We have not carried off anyone to our Isles of Tir since the Treaty was signed. If you are a Fios, why do you not know that?”
“We are raised to be cautious,” she answered.
“I should have known. A Fios … I am acquainted with a Fios. My brother had some interest in her awhile back.” He frowned at her and added, “You are very different than BJ, who is
a very
talented Fios. You do not seem as talented as she.”
She put her hands on her hips. “How do you know? You haven’t seen me in action.”
“True,” he said on a laugh. He bent towards her, wrapped an arm around her, and held her close. “I look forward to that—seeing you in action, Fios.”
She felt herself blush, but he was already straightening up and telling her, “Very well then, we have no time for this.
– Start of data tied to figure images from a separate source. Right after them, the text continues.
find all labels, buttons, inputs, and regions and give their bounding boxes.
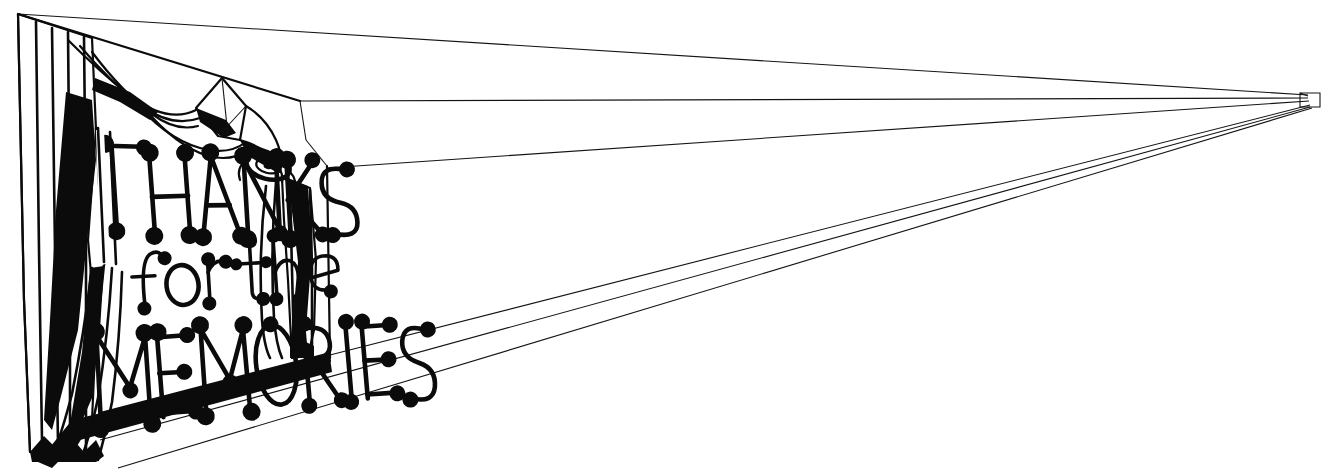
letter-f [129, 250, 179, 317]
letter-r [195, 249, 239, 311]
perspective-line-ceiling [18, 14, 1308, 95]
stage-drawing [0, 0, 1334, 471]
illustration-canvas: THANKS for the MEMORIES Thanks for the M… [0, 0, 1334, 471]
perspective-line-right-bottom [330, 105, 1310, 355]
perspective-line-right-top [327, 101, 1309, 168]
letter-o [164, 263, 201, 307]
perspective-line-upper-wall [300, 98, 1308, 101]
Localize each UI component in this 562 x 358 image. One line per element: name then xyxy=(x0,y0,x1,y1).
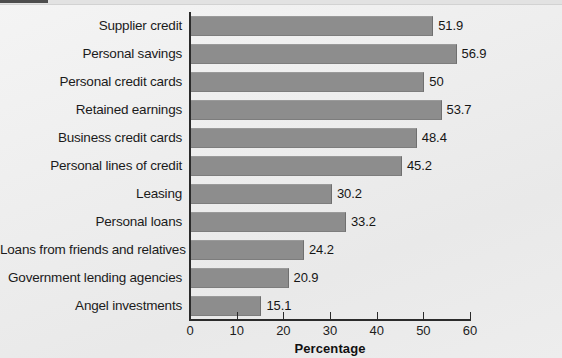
bar-row: Personal lines of credit45.2 xyxy=(0,152,562,180)
x-axis-tick-label: 30 xyxy=(310,323,350,338)
bar-value-label: 56.9 xyxy=(462,40,487,68)
bar xyxy=(191,156,402,176)
x-axis-tick-mark xyxy=(423,312,424,319)
bar xyxy=(191,212,346,232)
bar-value-label: 50 xyxy=(429,68,443,96)
x-axis-title: Percentage xyxy=(189,341,471,356)
bar-row: Government lending agencies20.9 xyxy=(0,264,562,292)
bar xyxy=(191,44,457,64)
bar-chart-figure: Supplier credit51.9Personal savings56.9P… xyxy=(0,0,562,358)
x-axis-tick-label: 0 xyxy=(170,323,210,338)
bar-row: Supplier credit51.9 xyxy=(0,12,562,40)
bar-row: Loans from friends and relatives24.2 xyxy=(0,236,562,264)
category-label: Business credit cards xyxy=(0,124,182,152)
bar-row: Angel investments15.1 xyxy=(0,292,562,320)
x-axis-tick-mark xyxy=(190,312,191,319)
bar xyxy=(191,268,289,288)
bar-value-label: 48.4 xyxy=(422,124,447,152)
bar-value-label: 20.9 xyxy=(294,264,319,292)
bar xyxy=(191,184,332,204)
x-axis-tick-label: 20 xyxy=(263,323,303,338)
bar-value-label: 33.2 xyxy=(351,208,376,236)
plot-area: Supplier credit51.9Personal savings56.9P… xyxy=(0,0,562,358)
bar-row: Personal loans33.2 xyxy=(0,208,562,236)
bar-row: Leasing30.2 xyxy=(0,180,562,208)
category-label: Personal loans xyxy=(0,208,182,236)
bar-value-label: 15.1 xyxy=(266,292,291,320)
x-axis-tick-label: 40 xyxy=(357,323,397,338)
category-label: Government lending agencies xyxy=(0,264,182,292)
bar-value-label: 45.2 xyxy=(407,152,432,180)
x-axis-tick-label: 10 xyxy=(217,323,257,338)
x-axis-tick-label: 50 xyxy=(403,323,443,338)
bar xyxy=(191,16,433,36)
bar-value-label: 30.2 xyxy=(337,180,362,208)
bar xyxy=(191,72,424,92)
category-label: Leasing xyxy=(0,180,182,208)
category-label: Personal lines of credit xyxy=(0,152,182,180)
bar-value-label: 51.9 xyxy=(438,12,463,40)
bar-row: Retained earnings53.7 xyxy=(0,96,562,124)
x-axis-tick-mark xyxy=(283,312,284,319)
bar-value-label: 24.2 xyxy=(309,236,334,264)
category-label: Retained earnings xyxy=(0,96,182,124)
x-axis-tick-mark xyxy=(470,312,471,319)
bar xyxy=(191,100,442,120)
bar xyxy=(191,240,304,260)
bar-row: Business credit cards48.4 xyxy=(0,124,562,152)
x-axis-tick-mark xyxy=(237,312,238,319)
bar-value-label: 53.7 xyxy=(447,96,472,124)
x-axis-tick-mark xyxy=(377,312,378,319)
category-label: Angel investments xyxy=(0,292,182,320)
x-axis-tick-mark xyxy=(330,312,331,319)
category-label: Personal savings xyxy=(0,40,182,68)
bar xyxy=(191,128,417,148)
category-label: Personal credit cards xyxy=(0,68,182,96)
bar xyxy=(191,296,261,316)
category-label: Supplier credit xyxy=(0,12,182,40)
bar-row: Personal savings56.9 xyxy=(0,40,562,68)
x-axis-tick-label: 60 xyxy=(450,323,490,338)
category-label: Loans from friends and relatives xyxy=(0,236,182,264)
bar-row: Personal credit cards50 xyxy=(0,68,562,96)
We must track this fresh scent and see what we may find.”
“Why wouldn’t he disguise his scent?” she asked. “I mean if he is a Dark Royal, doesn’t he have Dark Magic? My mother said Fae are capable of disguising, concealing, themselves from one another.”
“Not exactly true, but, yes, for short periods of time even the Unseelie, at least the Royals, can conceal their scent, but he doesn’t know we are here, does he?”
“Right.” She shook her head. “He doesn’t know we were sucked into the portal.” She sighed and then frowned once more to ask, “Why didn’t you immediately realize I was a Fios?”
“Your scent misled me. As I said, BJ, who is a part of our ragtag team, and I have an acquaintance. We fought the Unseelie together not so very long ago. Her scent is very different than yours.” He bent, took a long whiff, and mumbled softly, “Very different.”
She stepped back and said sharply, “Hey! Well as to that, early in the Fios history, way back in the day before the Treaty, we seers found a way to disguise our scent from the Fae. A different genetic formula for each of our family lines so that Fae could not pick up on any one common link.”
He considered her with a thoughtful gaze and said, “Very well then, more than human,
not
immortal, and with only limited powers.”
She wanted to kick him in the shins again but controlled herself and said, “Tell me more about the Dark Prince.”
“You know all you need to know. He is deadly. He is without moral compunction of any sort. He wants out of the Dark Realm so he can rule the universe and will do anything to accomplish that final goal. Get in his way, and you will die.”
“Dontcha worry, bud. I am not about to get in his way.” Jazz’s tone added weight to her words.
He glanced at her as he went suddenly very still, and then before she could utter a word, he took her hand in his and they were traveling once more, shifting through what she thought of as a ‘wormhole’ until they touched down inside the old inn.
“He is in that room at the end of the hall. His scent is very strong here, but careful, Jazmine Decker. Do remember that if you truly are human with only a tad more, you had better stay behind me when we enter his room!”